AWS Outposts: Run Fully Managed NoSQL Workloads On-Premises Using ScyllaDB
AWS Outposts are a fully managed on-premises extension of Amazon Web Services. It puts all of your familiar infrastructure and APIs available right in your own local environment. Ideal for low latency use cases, AWS Outposts allow you to run EC2 instances, Elastic Block Storage (EBS), and container-based services like Amazon’s EKS for Kubernetes.
Order what you need through your AWS Console, and a team of experts shows up on-site for the installation. Your local on-premises environment shows up as your own private zone and you store all of the physical assets in a traditional 80 x 48 x 24 inch 42U rack.
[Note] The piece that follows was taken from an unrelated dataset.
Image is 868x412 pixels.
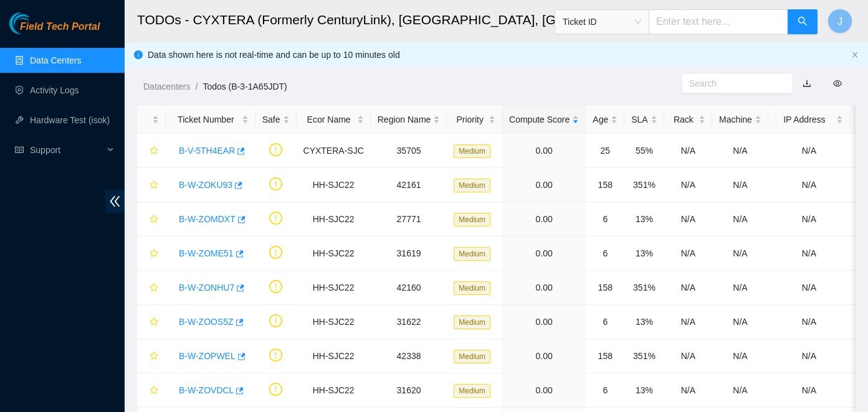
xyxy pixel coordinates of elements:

Scylla as an On-Premises Alternative to DynamoDB
Not all Amazon services are available in AWS Outposts, however. Notably, Amazon DynamoDB is currently unable to run in an on-premise environment.
This is where Scylla serves a role. With Scylla’s DynamoDB-compatible API, Alternator, you can run your DynamoDB workloads in your local AWS Outpost, using Scylla Cloud, our fully managed database-as-a-service (NoSQL DBaaS) running in your own AWS account. Want to use the same data on AWS Outposts and AWS public region? Run Scylla Cloud in a multi-datacenter, hybrid, setup: one DC on-prem, one DC on a public region.
By the way, if you are more familiar with Scylla’s CQL interface, the same Cassandra Query Language used in Apache Cassandra, that’s fine too. You can also use Scylla Cloud on AWS Outposts as an on-premises managed Cassandra-compatible service. (Learn more about the differences between the DynamoDB API and the Cassandra CQL interface here.)
Scylla Cloud has been tested and certified by Amazon as “AWS Outposts ready.” As a member of the AWS Partner Network you can rely on the experts at ScyllaDB to manage an enterprise-grade NoSQL database on-premises for your critical business needs.
You can provision standard EC2 instance types such as the storage-intensive I3en series, which can store up to 60 terabytes of data. Administrators can also divide larger physical servers into smaller virtual servers for separate workloads and use cases.
Afterwards, you can then deploy Scylla Cloud on your AWS account. Once you have, you should be ready to run!
If you need to learn more in detail about how the Scylla DynamoDB-compatible API works, check out our lesson on using the DynamoDB API in Scylla from Scylla University. It’s completely free.
As a last point, you can also use Scylla Enterprise or Scylla Open Source NoSQL Database on AWS Outposts if you want to manage your own database.